1. Why this distinction matters
Physics is habitually described in juridical language. We speak of laws that are obeyed, of nature as being governed, of systems that must behave in certain ways. This idiom is so entrenched that it often goes unnoticed — and with it, a powerful metaphysical presupposition.
The presupposition is simple: that physical laws are commands issued to the world, and that phenomena occur because those commands are followed.
From the perspective developed in the previous two posts, this way of speaking is not merely metaphorical. It is actively misleading.
2. The law-as-command picture
On the law-as-command picture:
laws exist independently of particular phenomena
they determine how systems must behave
deviations are either impossible or treated as failures of compliance
This picture encourages a familiar metaphysics: laws as external governors, nature as a rule-following subject, and explanation as the tracing of obedience back to first principles.
Even when physicists reject this picture explicitly, it often survives implicitly in how results are framed — especially when invariants are described as deep features “written into the fabric of reality”.
3. Invariants are not instructions
Relational ontology invites a different starting point. Systems are not passive recipients of laws; they are structured potentials. Phenomena are not produced by obedience; they are instantiations under particular cuts.
Within this frame, invariants such as c do not instruct systems how to behave. They constrain the space of coherent description. They mark what must remain fixed if multiple perspectives are to be treated as perspectives on the same system.
An invariant does not say what happens. It says what cannot vary without the system dissolving into incoherence.
4. Constraint without governance
This is a subtle but decisive shift.
A command requires:
an issuer
a subject
a notion of compliance
A constraint requires none of these. It is internal rather than external. It does not act on phenomena; it conditions the intelligibility of phenomena.
To say that no signal can propagate faster than c is not to say that the universe enforces a speed limit. It is to say that descriptions violating this constraint cannot be integrated into a single coherent spacetime system.
Nothing is stopped. Something is rendered indescribable within that system.
5. Laws as summaries of stable constraints
From this perspective, what we call physical laws are best understood as compressed descriptions of stable constraints within particular theoretical systems.
They are not causes. They do not produce events. They summarise regularities that persist because the underlying system remains intact under repeated instantiation.
When the system changes — as it did between Newtonian and relativistic mechanics — the laws change not because nature revised its commandments, but because the constraints defining intelligibility were reconfigured.
6. Why the command metaphor persists
The command metaphor survives because it flatters human intuitions:
it mirrors social order and authority
it offers explanatory closure
it promises necessity rather than contingency
But it comes at a cost. It encourages us to mistake formal success for ontological insight, and to treat mathematical invariants as metaphysical machinery.
Relational ontology does not deny the power of physics. It denies only that power requires governance.
7. Re-reading necessity
Invariants often feel necessary. From a law-as-command perspective, this necessity is read as metaphysical force. From a constraint perspective, it is read as structural non-negotiability.
Once a system is defined, certain relations cannot be altered without destroying the system itself. That is not because the universe forbids them, but because there is no longer anything left to describe.
Necessity here is internal, not imposed.
8. A final cut
Physical laws do not govern the world.
They do not issue commands, enforce obedience, or compel behaviour. They articulate the constraints under which a particular system of meaning remains coherent across perspectives.
To mistake constraint for command is to reintroduce metaphysics where only structure is required.
And once that mistake is released, the world does not become less intelligible — only less mythologised.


Description of the task ->
Using the entries below, copy out all lines where "Exports" is found.

(Dataset listings of figures)

.....

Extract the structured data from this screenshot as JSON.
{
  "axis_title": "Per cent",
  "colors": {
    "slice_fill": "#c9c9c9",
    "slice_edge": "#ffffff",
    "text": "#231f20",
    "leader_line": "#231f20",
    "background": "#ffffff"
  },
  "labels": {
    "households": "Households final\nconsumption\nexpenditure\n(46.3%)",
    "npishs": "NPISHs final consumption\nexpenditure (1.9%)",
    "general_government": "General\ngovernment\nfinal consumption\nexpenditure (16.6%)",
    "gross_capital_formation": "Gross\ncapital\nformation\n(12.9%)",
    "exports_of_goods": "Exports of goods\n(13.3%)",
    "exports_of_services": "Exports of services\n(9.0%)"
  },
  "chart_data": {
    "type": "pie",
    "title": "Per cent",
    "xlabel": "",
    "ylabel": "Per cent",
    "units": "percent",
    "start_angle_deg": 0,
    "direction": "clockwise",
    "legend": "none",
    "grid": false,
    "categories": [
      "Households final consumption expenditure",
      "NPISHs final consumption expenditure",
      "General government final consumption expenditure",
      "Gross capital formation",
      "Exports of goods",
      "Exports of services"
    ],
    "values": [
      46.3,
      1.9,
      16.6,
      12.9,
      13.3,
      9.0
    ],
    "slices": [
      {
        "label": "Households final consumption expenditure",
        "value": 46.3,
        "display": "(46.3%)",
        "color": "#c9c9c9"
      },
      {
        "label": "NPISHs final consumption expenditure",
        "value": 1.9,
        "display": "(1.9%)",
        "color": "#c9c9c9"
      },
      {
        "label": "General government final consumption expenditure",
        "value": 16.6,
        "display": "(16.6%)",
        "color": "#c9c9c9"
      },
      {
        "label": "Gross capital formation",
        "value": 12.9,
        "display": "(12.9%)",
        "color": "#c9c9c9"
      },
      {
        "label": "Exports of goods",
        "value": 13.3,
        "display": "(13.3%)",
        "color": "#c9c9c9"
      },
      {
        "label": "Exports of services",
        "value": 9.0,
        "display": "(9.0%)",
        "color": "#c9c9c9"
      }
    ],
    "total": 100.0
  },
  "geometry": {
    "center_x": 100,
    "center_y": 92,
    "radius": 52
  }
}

.....

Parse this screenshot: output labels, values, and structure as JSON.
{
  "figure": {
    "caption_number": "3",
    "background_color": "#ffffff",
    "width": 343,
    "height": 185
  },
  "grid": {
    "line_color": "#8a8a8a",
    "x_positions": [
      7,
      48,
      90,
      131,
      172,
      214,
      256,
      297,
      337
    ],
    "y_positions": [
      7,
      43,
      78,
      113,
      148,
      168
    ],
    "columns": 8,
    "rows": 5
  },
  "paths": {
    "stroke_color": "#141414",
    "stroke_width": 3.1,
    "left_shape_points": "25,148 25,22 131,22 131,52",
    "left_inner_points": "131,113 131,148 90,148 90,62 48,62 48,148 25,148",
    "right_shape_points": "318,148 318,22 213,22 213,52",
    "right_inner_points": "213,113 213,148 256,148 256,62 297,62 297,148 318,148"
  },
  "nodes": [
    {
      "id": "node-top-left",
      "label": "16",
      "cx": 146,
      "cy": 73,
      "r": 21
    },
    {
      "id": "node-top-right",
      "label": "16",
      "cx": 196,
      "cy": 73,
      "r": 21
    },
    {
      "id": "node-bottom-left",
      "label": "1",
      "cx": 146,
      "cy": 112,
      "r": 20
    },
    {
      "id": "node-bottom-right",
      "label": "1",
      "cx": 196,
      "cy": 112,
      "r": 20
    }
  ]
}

.....

Exercise solution ->
    "exports_of_goods": "Exports of goods\n(13.3%)",
    "exports_of_services": "Exports of services\n(9.0%)"
      "Exports of goods",
      "Exports of services"
        "label": "Exports of goods",
        "label": "Exports of services",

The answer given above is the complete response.